JavaScript DOM Forms

Read Values, Handle Submits, Send `FormData`

JavaScript DOM Forms

Forms are how users send data into your app. Learn to read values, intercept submits, and use the `FormData` API.

5 min read Level 2/5 #DOM#forms#FormData
What you'll learn
  • Read input values and handle changes
  • Intercept `submit` and validate inline
  • Use `FormData` to grab everything at once

A form is just an HTML element wrapping inputs. JavaScript reads values via the inputs’ .value, listens for submit on the form, and (most of the time) prevents the default navigation so you can send the data with fetch.

Reading One Input

Read a single field script.js
const name = document.querySelector("input[name='name']");
console.log(name.value);          // current value

name.addEventListener("input", e => {
  console.log("typing:", e.target.value);
});
▶ Preview: console

The input event fires on every keystroke; change fires once when focus leaves.

Submit Once, Grab Everything

The clean pattern is one submit listener that reads all fields.

Intercept submit, log values script.js
const form = document.querySelector("form");

form.addEventListener("submit", e => {
  e.preventDefault();
  const data = new FormData(form);
  for (const [key, value] of data) {
    console.log(key, "=", value);
  }
});
▶ Preview: console

FormData reads every [name]’d input in the form. It iterates as [name, value] pairs.

To a Plain Object

FormData → plain object script.js
const form = document.querySelector("form");
form.addEventListener("submit", e => {
  e.preventDefault();
  const obj = Object.fromEntries(new FormData(form));
  console.log(obj);   // { name: "Ada", email: "ada@…" }
});
▶ Preview: console

Send It With fetch

You can pass a FormData straight to fetch’s body. The browser sets the right Content-Type for you.

form.addEventListener("submit", async e => {
  e.preventDefault();
  const res = await fetch("/api/signup", {
    method: "POST",
    body: new FormData(form),
  });
  if (!res.ok) console.log("failed");
});

For a JSON API, build the object yourself and stringify:

const body = JSON.stringify(Object.fromEntries(new FormData(form)));
fetch("/api/signup", {
  method: "POST",
  headers: { "content-type": "application/json" },
  body,
});

Inline Validation

Inputs have a validity object the browser fills in based on type, required, pattern, min, max, etc.

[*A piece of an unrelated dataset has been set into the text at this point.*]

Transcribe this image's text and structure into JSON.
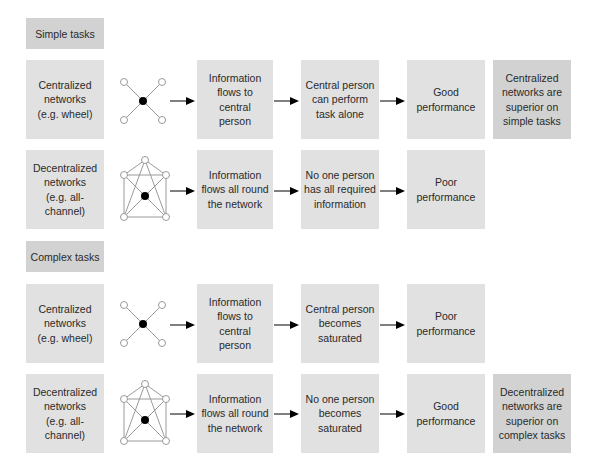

You can show a custom message:

Custom validation message script.js
const email = document.querySelector("input[type='email']");

email.addEventListener("input", () => {
  if (!email.validity.valid) {
    email.setCustomValidity("Hmm, that doesn't look like an email.");
  } else {
    email.setCustomValidity("");   // clear it
  }
});
▶ Preview: console

Checkboxes, Radios, Selects

ControlRead with…
<input> text/number/emailel.value (always a string)
<input type="checkbox">el.checked (boolean)
<input type="radio">The checked one’s .value (or formData.get(name))
<select>el.value (the selected option’s value)
<select multiple>[...el.selectedOptions].map(o => o.value)
<textarea>el.value

Up Next

Most APIs trade JSON. Time to learn how to parse and serialize it.